I’m still not able to love this movie, but at least on this viewing I got kind of a kick out of the high volume of ridiculous ingredients (electric guitar, punched off head, toxic waste), if not the way they’re mixed together. But I realize now more than ever that I wish there could be a remake of JASON TAKES MANHATTAN. It wouldn’t even have to be the actual New York movie Hedden pitched. I just think that now you could get someone with more style and a retroactive appreciation for the essence of the era. It’s not as if the actual movie accurately represented the ‘80s in a literal way, so it could be vastly improved by taking place in the parts of the ‘80s we love with the benefit of hindsight. I want to see better graffiti, bigger mohawks, some neon. Even more toxic waste.
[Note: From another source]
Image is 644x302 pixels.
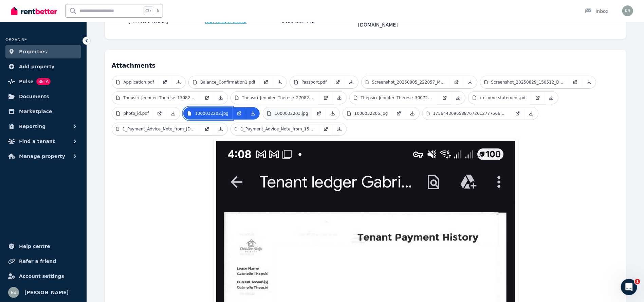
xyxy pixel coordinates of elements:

Trans-Ams. Breakdancers. I want the New York City of ALPHABET CITY, but also of (filmed in London) DEATH WISH 3, and a side of THE WARRIORS. Perhaps a little RUMBLE IN THE BRONX if we must. (Wait, no – THE PROTECTOR! That opening scene!) We could definitely have a way better score and soundtrack. Maybe get the PSYCHO GOREMAN guy to direct, unless they can talk Nicolas Winding Refn into it.

As a director, Hedden stayed in TV except for the 2007 DTV comedy BOXBOARDERS! (“Two slackers put a refrigeration box on a skateboard and accidentally invent a new extreme sport”) and the 2011 romantic comedy YOU MAY NOT KISS THE BRIDE starring Dave Annable, Katharine McPhee, Rob Schneider, Mena Suvari, Kathy Bates and Tia Carrere. Notable writing credits include the 1991 TV movie KNIGHT RIDER 2000, a story credit on CLOCKSTOPPERS (2002) and that Stone Cold/WWE Films joint THE CONDEMNED (2007).

JASON TAKES MANHATTAN was a little more expensive than the previous FRIDAY THE 13TH movies, but made the least of any of them to date. A NIGHTMARE ON ELM STREET 5: THE DREAM CHILD came out two weeks later and was considered a disappointment while making more than JASON TAKES MANHATTAN. Meanwhile, Frank Mancuso Jr., having lasted four movies past what he genuinely wanted to be “the final chapter,” had established his long desired respectability by producing INTERNAL AFFAIRS, and officially left the series.

And that’s when original FRIDAY THE 13TH director Sean S. Cunningham decided to get the rights back. Like some dork kid in your class who had terrible ideas that you knew would never happen, Cunningham dreamed of cashing in on his famous creation by making a JASON VS. FREDDY movie. It had been discussed before, but neither Paramount or New Line Cinema (The House That Freddy Built) had been willing to split the profits. Now, with Paramount not really giving a shit about the series anymore, Cunningham was able to finagle a deal to move it over to New Line.

Meanwhile Wes Craven, who had also left his most famous series while sequels continued without him, decided to come back to do a different type of ELM STREET sequel, NEW NIGHTMARE. New Line wisely decided that’s what they wanted and that the fighting Jason thing would have to wait. Meaning Cunningham would have to wait too.

So he decided, “Ah, fuck. I guess I’m making god damn FRIDAY THE 13TH sequels now.”

Additional information:

According to Crystal Lake Memories they originally did want to continue the story of THE NEW BLOOD’s telepathic Jason demasker Tina. Actress Lar Park Lincoln was interested but they offered her so little money they “never got past negotations.”

In the early ‘60s, Peter Mark Richman starred as ex-mob lawyer turned FBI crimefighter in the movies THE MURDER MEN and THE CRIMEBUSTERS, and then the TV series Cain’s Hundred. He later guest starred on numerous TV shows including The F.B.I. and Lancer. What I’m trying to tell you is that if Rick Dalton hadn’t gone to Italy maybe he would’ve had Richman’s career, doing the voice of The Phantom on Defenders of the Earth and being the asshole principal/abusive uncle in JASON TAKES MANHATTAN.


WORM ON A HOOK NOTES:

Although I do have a boat trip in the book I did not look at this one for inspiration. Coincidentally I do have my doomsayer character first approaching them as they get off the boat. (Here it’s as they get on and he literally says, “This voyage is doomed.”)

The post Friday the 13th Part VIII: Jason Takes Manhattan first appeared on VERN'S REVIEWS on the FILMS of CINEMA.